Good question. How would you come down on this: To escape a nuclear meltdown you aim your car out of town, but the speed limit is 35 mph. Do you comply? The road is filled with others racing away too, so what happens if the increased speed causes a multi-car accident that shuts down the highway? Hmmm.... :confused:

dtuuri
I wasn't thinking of something that extreme but a scenario that takes place often with consequences ranging from zero to fatality - blindly following ATC instructions. One that comes to mind immediately is the instrument flight with the vacuum failure in which the pilot enters visual conditions, could have flown visually to another airport, but accepts ATC's vectors right back into the clouds. Not being able to say "no" or "unable" displays a couple of things but I'd say one of them is an overly compliant attitude toward authority.
 
Here are my scores.
I read the first question. Before reading the choices, my answer was, "I have plenty of fuel for the trip and if necessary will divert, land and wait until it clears." But since that doesn't display one of the 5 hazardous attitudes, that type of choice isn't there. Basically, if you didn't make a no fo decision, you must be displaying a hazardous attitude.

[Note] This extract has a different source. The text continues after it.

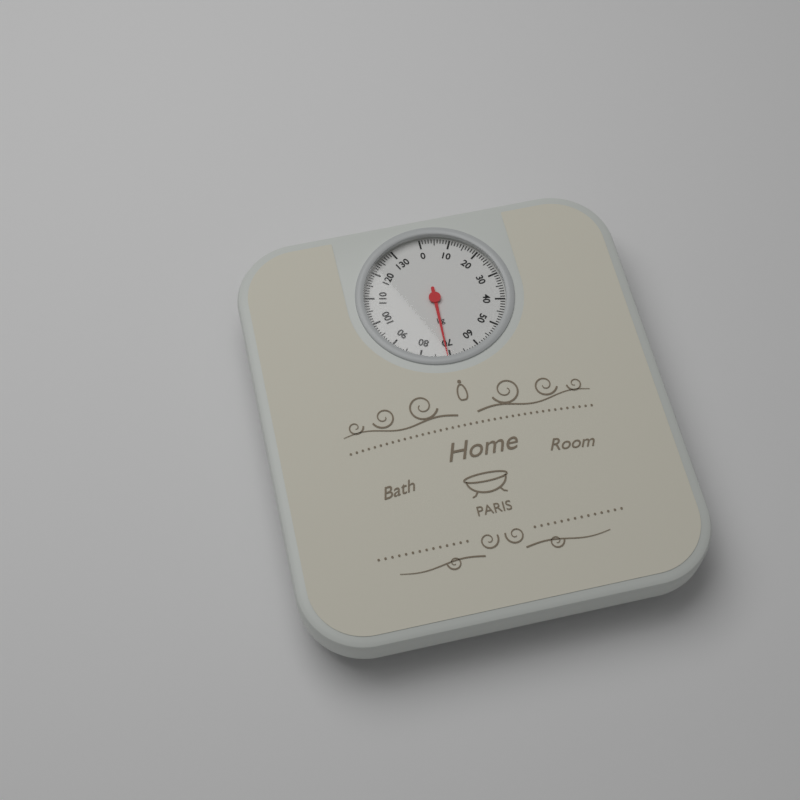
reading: 71 kg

So I stopped and scanned the rest. None of them has a choice that does not display a hazardous attitude. According to the test, we all have a serious hazardous attitude problem; it's only going to tell us which one(s) predominate.
 
Sounds like a pretty bogus test.

That Website's home page lists the five hazardous attitudes from the FAA's Handbook of Aeronautical knowledge, and I noticed that the test not only added a couple of items not on the FAA's list, but it also left out invulnerability.
 
This is what I scored:

View attachment 54551

Would like to see what the others scored.

I think the macho is a little too high, I'm not like that at all....seriously!

I wouldn't assign too much value to this test...in fact, if you want to see how much BS it is, try putting in "Strongly Disagree" for every answer...you will get the lowest score possible. That means that you must "Strongly Disagree" basically that pre-flights can avoid problems, "Strongly Disagree" with practice, "Strongly Disagree" the FAA is in any way a hindrance, and "Strongly Disagree" that planning helps with a successful flight. That, right there, is complete BS...now watch my "Macho/Anti-authority" score go through the roof! LOL.
 
I wouldn't assign too much value to this test...in fact, if you want to see how much BS it is, try putting in "Strongly Disagree" for every answer...you will get the lowest score possible. That means that you must "Strongly Disagree" basically that pre-flights can avoid problems, "Strongly Disagree" with practice, "Strongly Disagree" the FAA is in any way a hindrance, and "Strongly Disagree" that planning helps with a successful flight. That, right there, is complete BS...now watch my "Macho/Anti-authority" score go through the roof! LOL.